Shankari is currently well advanced in her next project, for which she has received a Create NSW Arts and Cultural Funding Program – Individual Projects grant. Set in far west NSW, her novel, ANBU explores the strength and resilience of a close-knit community in their fight to protect a community member. Shankari hopes it will be in bookstores late 2024.

About Shankari Chandran

Shankari Chandran is the Co-deputy Chair of Writing NSW. Shankari is a lawyer and author of Song of the Sun God (Ultimo Press, 2022), The Barrier (Pan Macmillan Australia, 2017) and Chai Time at Cinnamon Gardens (Ultimo Press, 2022) winner of the 2023 Miles Franklin Literary Award. Song of the Sun God is being adapted for a six-part TV series, supported by Screen Australia.
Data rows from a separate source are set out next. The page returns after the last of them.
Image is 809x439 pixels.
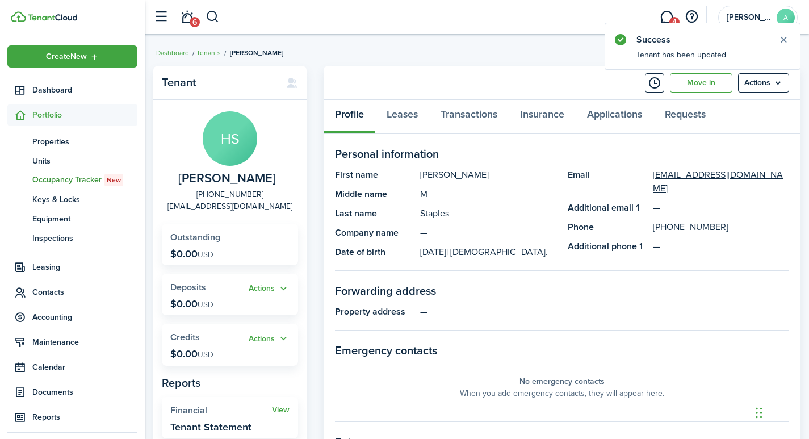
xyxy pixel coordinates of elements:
[28,14,77,21] img: TenantCloud
[335,305,415,319] panel-main-title: Property address
[420,305,790,319] panel-main-description: —
[568,220,648,234] panel-main-title: Phone
[777,9,795,27] avatar-text: A
[170,421,252,433] widget-stats-description: Tenant Statement
[32,155,137,167] span: Units
[682,7,701,27] button: Open resource center
[32,232,137,244] span: Inspections
[335,187,415,201] panel-main-title: Middle name
[32,194,137,206] span: Keys & Locks
[168,201,293,212] a: [EMAIL_ADDRESS][DOMAIN_NAME]
[170,406,272,416] widget-stats-title: Financial
[198,249,214,261] span: USD
[206,7,220,27] button: Search
[335,342,790,359] panel-main-section-title: Emergency contacts
[420,207,557,220] panel-main-description: Staples
[11,11,26,22] img: TenantCloud
[32,174,137,186] span: Occupancy Tracker
[568,168,648,195] panel-main-title: Email
[7,228,137,248] a: Inspections
[32,411,137,423] span: Reports
[576,100,654,134] a: Applications
[776,32,792,48] button: Close notify
[32,311,137,323] span: Accounting
[637,33,767,47] notify-title: Success
[190,17,200,27] span: 6
[170,231,220,244] span: Outstanding
[32,261,137,273] span: Leasing
[335,245,415,259] panel-main-title: Date of birth
[170,281,206,294] span: Deposits
[670,17,680,27] span: 4
[420,226,557,240] panel-main-description: —
[198,299,214,311] span: USD
[738,73,790,93] button: Open menu
[32,386,137,398] span: Documents
[32,286,137,298] span: Contacts
[653,168,790,195] a: [EMAIL_ADDRESS][DOMAIN_NAME]
[249,282,290,295] button: Actions
[420,168,557,182] panel-main-description: [PERSON_NAME]
[32,213,137,225] span: Equipment
[7,406,137,428] a: Reports
[170,331,200,344] span: Credits
[7,132,137,151] a: Properties
[203,111,257,166] avatar-text: HS
[178,172,276,186] span: Heather Staples
[107,175,121,185] span: New
[176,3,198,32] a: Notifications
[335,282,790,299] panel-main-section-title: Forwarding address
[162,374,298,391] panel-main-subtitle: Reports
[756,396,763,430] div: Drag
[32,84,137,96] span: Dashboard
[520,375,605,387] panel-main-placeholder-title: No emergency contacts
[198,349,214,361] span: USD
[605,49,800,69] notify-body: Tenant has been updated
[170,248,214,260] p: $0.00
[32,361,137,373] span: Calendar
[7,45,137,68] button: Open menu
[335,226,415,240] panel-main-title: Company name
[670,73,733,93] a: Move in
[7,170,137,190] a: Occupancy TrackerNew
[753,385,809,439] iframe: Chat Widget
[32,109,137,121] span: Portfolio
[249,282,290,295] button: Open menu
[197,48,221,58] a: Tenants
[272,406,290,415] a: View
[420,187,557,201] panel-main-description: M
[32,336,137,348] span: Maintenance
[46,53,87,61] span: Create New
[197,189,264,201] a: [PHONE_NUMBER]
[568,201,648,215] panel-main-title: Additional email 1
[654,100,717,134] a: Requests
[230,48,283,58] span: [PERSON_NAME]
[335,145,790,162] panel-main-section-title: Personal information
[727,14,772,22] span: Amy
[7,190,137,209] a: Keys & Locks
[656,3,678,32] a: Messaging
[429,100,509,134] a: Transactions
[7,79,137,101] a: Dashboard
[249,332,290,345] button: Actions
[162,76,275,89] panel-main-title: Tenant
[446,245,548,258] span: | [DEMOGRAPHIC_DATA].
[7,209,137,228] a: Equipment
[568,240,648,253] panel-main-title: Additional phone 1
[170,348,214,360] p: $0.00
[420,245,557,259] panel-main-description: [DATE]
[460,387,665,399] panel-main-placeholder-description: When you add emergency contacts, they will appear here.
[335,207,415,220] panel-main-title: Last name
[7,151,137,170] a: Units
[249,332,290,345] button: Open menu
[150,6,172,28] button: Open sidebar
[156,48,189,58] a: Dashboard
[653,220,729,234] a: [PHONE_NUMBER]
[32,136,137,148] span: Properties
[335,168,415,182] panel-main-title: First name
[645,73,665,93] button: Timeline
[738,73,790,93] menu-btn: Actions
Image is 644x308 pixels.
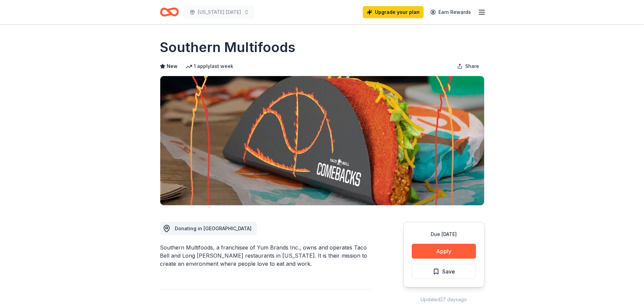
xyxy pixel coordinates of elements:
[175,226,252,231] span: Donating in [GEOGRAPHIC_DATA]
[160,38,296,57] h1: Southern Multifoods
[363,6,424,18] a: Upgrade your plan
[160,76,484,205] img: Image for Southern Multifoods
[160,4,179,20] a: Home
[426,6,475,18] a: Earn Rewards
[160,244,371,268] div: Southern Multifoods, a franchisee of Yum Brands Inc., owns and operates Taco Bell and Long [PERSO...
[465,62,479,70] span: Share
[412,230,476,238] div: Due [DATE]
[412,264,476,279] button: Save
[452,60,485,73] button: Share
[167,62,177,70] span: New
[412,244,476,259] button: Apply
[186,62,233,70] div: 1 apply last week
[184,6,255,19] button: [US_STATE] [DATE]
[403,296,485,304] div: Updated 27 days ago
[442,267,455,276] span: Save
[198,8,241,16] span: [US_STATE] [DATE]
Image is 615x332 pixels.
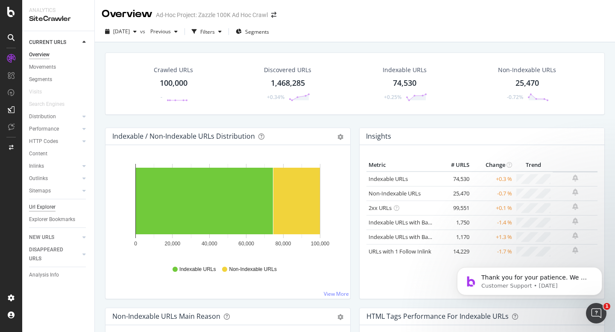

Unfinished Business is in the early stages of TV development, supported by Screen NSW. Her work has been long-listed for the International Dublin Literary Award (2019), and short-listed for the Fairway National Literary Award (2018) and the Norma K Hemming Award for Speculative Fiction (2018). She won the Blake-Beckett Trust Scholarship (2019) and the Create NSW Writers’ Fellowship (2018/2019) which supported the publication of Chai Time at Cinnamon Gardens.